Chapter 4: To venture alone
Theme: November 1958. To begin planning the selection program we had to draw upon our knowledge of the nature of those individuals who had been successful explorers in the past.
From the beginning of time, some men have been driven to leave the safety of family, tribe or country and to dare the wilderness and the hostile stranger, seeking new lands, new goods to trade, or new information. What is the nature of these individuals? Do they have common traits? Is there an explorer “type”, a pioneering character, which sets these men apart? Are their achievements purely a matter of chance or special circumstance? And if the pioneers of the past bear certain traits in common, do our present-day explorers come from the same mold? Studies of the chronicles of exploration and of the records of those who have survived long periods of isolation in small boats or the Arctic wastes give some clues to these questions.

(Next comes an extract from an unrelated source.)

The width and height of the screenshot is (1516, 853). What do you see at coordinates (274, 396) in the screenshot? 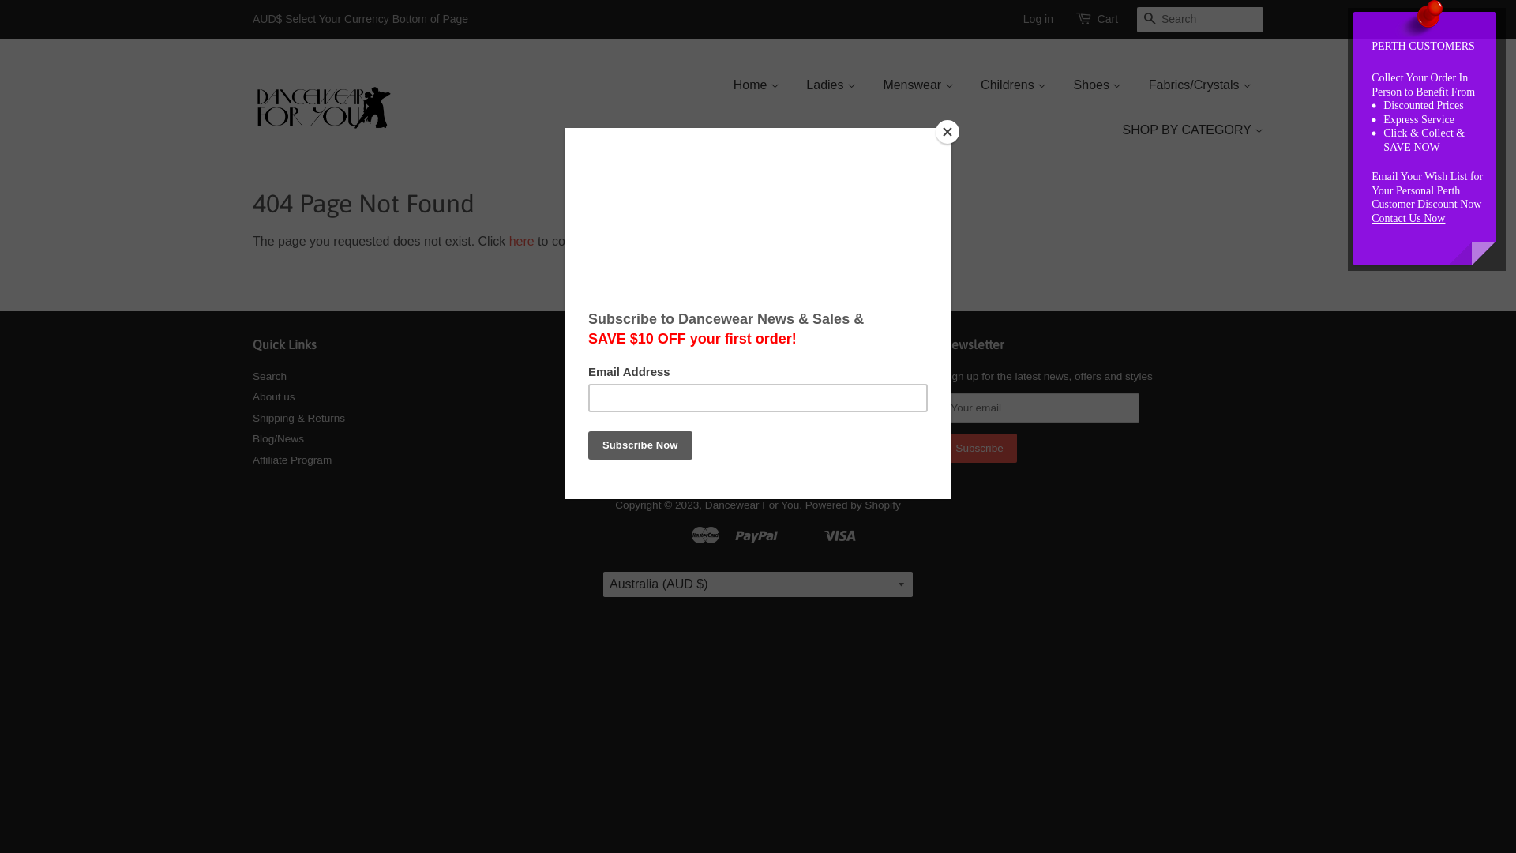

The nature of exploration is changing. Travel has always involved some technical planning, and frequently great expense which only governments could afford. Columbus’ discoveries cost Isabella her crown jewels. Prince Henry the Navigator had a large program of government-sponsored exploration, while the first circumnavigation of Africa was authorized by the Pharaoh Necho II. Nevertheless, as long as the explorations were within our earth’s atmosphere, many have been privately sponsored and on individual initiative. Thus, the senior Polo brothers made their first trip to the court of the Great Khan for commercial reasons, while Leif Erikson was looking for new farm lands for his family and friends. Stanley was sponsored by a newspaper, while Livingston was sponsored only by himself and his God.
In space flight, sch opportunities for private initiative or small business profit are non-existent. The cost of putting a satellite into orbit is so high that only a government or the largest companies can consider financing the venture. While the exploration of space will require human skills and courage of the highest order, it will not be accomplished by the intrepid individual who succeeds in interesting a university or scientific society in his work, and takes off for the wilderness. It will not even be accomplished by a well-organized business venture such as that which financed Lindbergh’s flight. Only the government will have the resources to produce the immense rockets, the complex spacecraft, and the vast operations required to place a man on the moon or on the planets. When exploration becomes technically complex and requires the marshalling of such large resources, what role can the individual play? How does the astronaut vary from the argonaut, the Viking, or the western trailblazer?
All of these men share certain characteristics: intelligence, the ability to live alone and make their own decisions, and most important, ability to think clearly and act effectively when danger threatens -- a trait the psychologist calls “stress-tolerance”, but which is known to most people as bravery.